Community rallies around boy battling cancer

Published 6:57 pm Thursday, November 17, 2016

The folks at Down on Mainstreet are known for serving good food with Southern hospitality. These days, they want to serve a heaping helping of compassion and hope for a young boy.

This boy, Mason Overton, 4, is one of their own. He’s the son of Thomas and Brookes Overton. Brookes Overton works at the downtown Washington restaurant as a manager, bartender and waitress. She’s been there 10 years.

Mason has been diagnosed with lymphoblastic lymphoma, a non-Hodgkins lymphoma. It is somewhat rare, accounting for about 2 percent of all non-Hodgkins lymphomas.

“On Nov. 23, a percentage of the sales from Down on Mainstreet are going to go directly to Brookes to help with Mason. … He was diagnosed on Nov. 9,” said Mindy Ball, a waitress and bartender at the restaurant.

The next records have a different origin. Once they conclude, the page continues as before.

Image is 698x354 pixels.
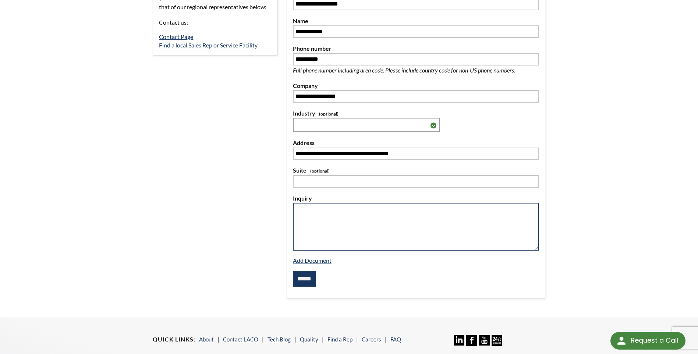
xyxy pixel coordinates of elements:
div: Request a Call [611,332,686,350]
a: Find a Rep [328,336,353,343]
a: Contact Page [159,33,193,40]
a: Contact LACO [223,336,258,343]
label: Suite [293,166,539,175]
label: Company [293,81,539,91]
p: Contact us: [159,18,271,27]
label: Phone number [293,44,539,53]
p: Full phone number including area code. Please include country code for non-US phone numbers. [293,66,539,75]
a: FAQ [391,336,401,343]
a: 24/7 Support [492,341,503,347]
label: Industry [293,109,539,118]
h4: Quick Links [153,336,196,344]
label: Inquiry [293,194,539,203]
label: Name [293,16,539,26]
img: round button [616,335,628,347]
label: Address [293,138,539,148]
a: Quality [300,336,318,343]
a: Find a local Sales Rep or Service Facility [159,42,258,49]
a: Add Document [293,257,332,264]
div: Request a Call [631,332,679,349]
a: About [199,336,214,343]
a: Tech Blog [268,336,291,343]
a: Careers [362,336,381,343]
img: 24/7 Support Icon [492,335,503,346]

Down on Mainstreet owners Glenn and Gennia Wetherington decided the fundraising effort Wednesday will run from when the restaurant opens until it closes. “We want everybody to come out and eat here, and that will help support them (Overton family),” Ball said.

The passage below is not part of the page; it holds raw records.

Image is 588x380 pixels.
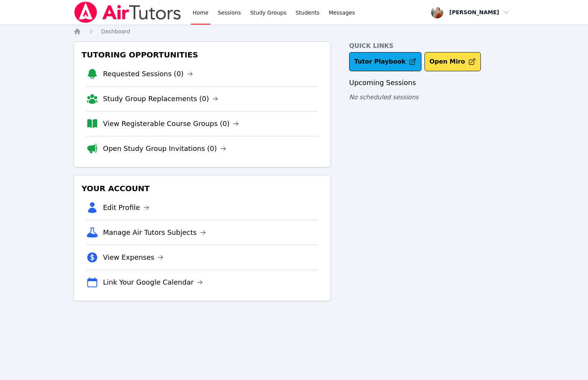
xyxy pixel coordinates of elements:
a: Tutor Playbook [349,52,421,72]
span: Messages [329,9,356,17]
a: View Registerable Course Groups (0) [103,118,239,129]
a: Edit Profile [103,202,149,213]
a: Requested Sessions (0) [103,69,193,80]
button: Open Miro [425,52,481,72]
a: Link Your Google Calendar [103,277,203,288]
a: Open Study Group Invitations (0) [103,143,227,154]
span: Dashboard [101,28,130,35]
h3: Upcoming Sessions [349,77,515,88]
nav: Breadcrumb [74,28,515,35]
h4: Quick Links [349,42,515,51]
h3: Tutoring Opportunities [80,48,325,62]
a: View Expenses [103,252,164,263]
a: Study Group Replacements (0) [103,93,218,104]
a: Dashboard [101,28,130,35]
img: Air Tutors [74,2,182,23]
a: Manage Air Tutors Subjects [103,227,206,238]
h3: Your Account [80,182,325,195]
span: No scheduled sessions [349,93,419,101]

The restaurant is raising funds by other means, including direct donations from customers, friends and a GoFundMe account, Ball said. “All the employees have donated. Customers are coming in every day and donating. I think we’ve raised … close to $3,000 just in a week’s time,” Ball said. “That’s not including — I know of a couple of people who have gone to the hospital and personally handed them (Mason’s family) money.”

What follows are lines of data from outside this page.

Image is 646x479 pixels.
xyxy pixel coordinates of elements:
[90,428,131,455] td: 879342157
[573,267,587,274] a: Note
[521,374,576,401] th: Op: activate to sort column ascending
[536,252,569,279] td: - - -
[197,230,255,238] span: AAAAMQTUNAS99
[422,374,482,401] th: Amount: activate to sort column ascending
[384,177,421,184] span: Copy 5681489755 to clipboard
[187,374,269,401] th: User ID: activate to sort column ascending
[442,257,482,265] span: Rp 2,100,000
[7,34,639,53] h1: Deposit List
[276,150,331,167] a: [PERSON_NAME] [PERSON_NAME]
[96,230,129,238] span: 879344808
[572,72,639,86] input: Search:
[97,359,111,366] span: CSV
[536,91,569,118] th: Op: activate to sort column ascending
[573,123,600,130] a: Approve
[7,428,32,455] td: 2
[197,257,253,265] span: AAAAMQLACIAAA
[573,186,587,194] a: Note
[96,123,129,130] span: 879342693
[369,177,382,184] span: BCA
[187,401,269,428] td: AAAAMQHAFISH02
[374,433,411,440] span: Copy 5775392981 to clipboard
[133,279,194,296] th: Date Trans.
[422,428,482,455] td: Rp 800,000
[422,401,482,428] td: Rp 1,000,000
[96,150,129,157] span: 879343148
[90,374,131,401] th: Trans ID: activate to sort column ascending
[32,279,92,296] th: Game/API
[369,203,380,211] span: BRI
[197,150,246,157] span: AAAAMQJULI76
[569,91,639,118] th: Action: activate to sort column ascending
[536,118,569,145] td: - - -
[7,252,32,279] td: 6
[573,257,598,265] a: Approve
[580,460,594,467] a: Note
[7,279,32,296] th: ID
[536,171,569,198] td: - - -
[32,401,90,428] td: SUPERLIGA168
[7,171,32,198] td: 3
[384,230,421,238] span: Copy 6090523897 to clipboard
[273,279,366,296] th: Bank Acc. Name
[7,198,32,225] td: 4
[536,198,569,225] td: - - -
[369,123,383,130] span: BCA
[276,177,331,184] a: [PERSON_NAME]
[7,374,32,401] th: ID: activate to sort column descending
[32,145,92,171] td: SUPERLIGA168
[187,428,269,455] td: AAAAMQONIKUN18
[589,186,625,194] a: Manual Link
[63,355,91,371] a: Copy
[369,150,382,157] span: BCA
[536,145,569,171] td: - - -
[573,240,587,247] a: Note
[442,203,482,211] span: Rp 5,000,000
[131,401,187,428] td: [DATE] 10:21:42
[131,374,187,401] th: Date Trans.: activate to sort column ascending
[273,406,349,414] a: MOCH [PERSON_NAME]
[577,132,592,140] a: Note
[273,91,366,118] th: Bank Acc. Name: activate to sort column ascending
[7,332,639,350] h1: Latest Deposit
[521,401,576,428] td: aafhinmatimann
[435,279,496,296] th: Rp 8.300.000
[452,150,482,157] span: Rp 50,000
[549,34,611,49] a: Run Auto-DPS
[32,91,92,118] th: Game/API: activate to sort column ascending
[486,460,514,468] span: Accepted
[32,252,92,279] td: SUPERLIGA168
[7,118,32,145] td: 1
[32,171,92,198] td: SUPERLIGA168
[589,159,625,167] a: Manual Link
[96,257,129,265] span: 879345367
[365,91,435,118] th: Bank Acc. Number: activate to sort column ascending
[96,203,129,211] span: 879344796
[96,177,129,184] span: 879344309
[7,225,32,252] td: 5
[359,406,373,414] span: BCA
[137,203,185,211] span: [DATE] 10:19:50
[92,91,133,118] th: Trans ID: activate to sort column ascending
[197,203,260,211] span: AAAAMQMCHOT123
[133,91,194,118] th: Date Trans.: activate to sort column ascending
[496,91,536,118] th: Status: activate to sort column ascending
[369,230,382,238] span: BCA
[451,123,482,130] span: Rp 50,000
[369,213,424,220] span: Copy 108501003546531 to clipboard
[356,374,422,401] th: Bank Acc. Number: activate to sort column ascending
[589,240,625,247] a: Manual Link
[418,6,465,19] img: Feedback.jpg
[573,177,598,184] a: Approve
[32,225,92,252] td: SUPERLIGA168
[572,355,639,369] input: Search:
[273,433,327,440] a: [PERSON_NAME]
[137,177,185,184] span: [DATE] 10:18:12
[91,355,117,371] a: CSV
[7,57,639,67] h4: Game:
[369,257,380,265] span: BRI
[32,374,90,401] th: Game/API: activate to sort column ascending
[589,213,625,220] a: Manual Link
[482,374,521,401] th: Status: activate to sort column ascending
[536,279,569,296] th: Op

Mason’s hospitalization caught Mason’s family, the restaurant staff and others off guard, she noted. “Brookes is really involved with her kids. If you look at her Facebook, Snapchat or anything, it’s nothing but her children.”

“Everybody knew that Mason had been sick, that he had been having chest problems,” Ball said. After several trips to various doctors who provided varying diagnoses, personnel at Mason’s day care center advised Brookes Overton to take him to the hospital because he was experiencing breathing difficulties. Vidant Bertie Hospital sent him to Greenville, where Mason eventually was admitted to the James and Connie Maynard Children’s Hospital.

“He had a 10-by-2-centimeter mass in his chest,” Ball said, adding that a biopsy determined he is suffering from lymphoblastic lymphoma. “They’ve got him on chemo, and he’s doing really good.”

“For one thing, we were completely shocked,” Brookes Overton said. “His original doctor said there was nothing wrong with him, that he was making himself sound that way and cough because he had been sick for so long. We were just shocked. It was unbelievable. It’s still hard to believe.”

Overton said she’s appreciative of the support showed by co-workers and others.

“It’s very overwhelming. It’s unbelievable, actually, that so many people care and are willing to help us out, especially all the customers and random people wanting to help,” Overton said.

Mason was scheduled to have a fourth chemotherapy treatment Thursday, possibly coming home today, “if everything goes OK,” Overton said. If Mason comes home, he will have to return to the hospital for additional treatment, she noted.

Mason’s initial treatment occurred in the Kids Immunosuppressed Specialty Unit at the children’s hospital. KISU is a special, six-bed unit for children with cancer, blood disorders, kidney disorder, sickle-cell disease and other illnesses that compromise their immune systems.

The GoFundMe account for Mason can be accessed at www.gofundme.com/medical-expenses-for-mason. Other donations may be made at Down on Mainstreet, 107 W. Main St., Washington.

 

About Mike Voss

Mike Voss is the contributing editor at the Washington Daily News. He has a daughter and four grandchildren. Except for nearly six years he worked at the Free Lance-Star in Fredericksburg, Va., in the early to mid-1990s, he has been at the Daily News since April 1986.
Journalism awards:
• Pulitzer Prize for Meritorious Public Service, 1990.
• Society of Professional Journalists: Sigma Delta Chi Award, Bronze Medallion.
• Associated Press Managing Editors’ Public Service Award.
• Investigative Reporters & Editors’ Award.
• North Carolina Press Association, First Place, Public Service Award, 1989.
• North Carolina Press Association, Second Place, Investigative Reporting, 1990.
All those were for the articles he and Betty Gray wrote about the city’s contaminated water system in 1989-1990.
• North Carolina Press Association, First Place, Investigative Reporting, 1991.
• North Carolina Press Association, Third Place, General News Reporting, 2005.
• North Carolina Press Association, Second Place, Lighter Columns, 2006.
Recently learned he will receive another award.
• North Carolina Press Association, First Place, Lighter Columns, 2010.
4. Lectured at or served on seminar panels at journalism schools at UNC-Chapel Hill, University of Maryland, Columbia University, Mary Washington University and Francis Marion University.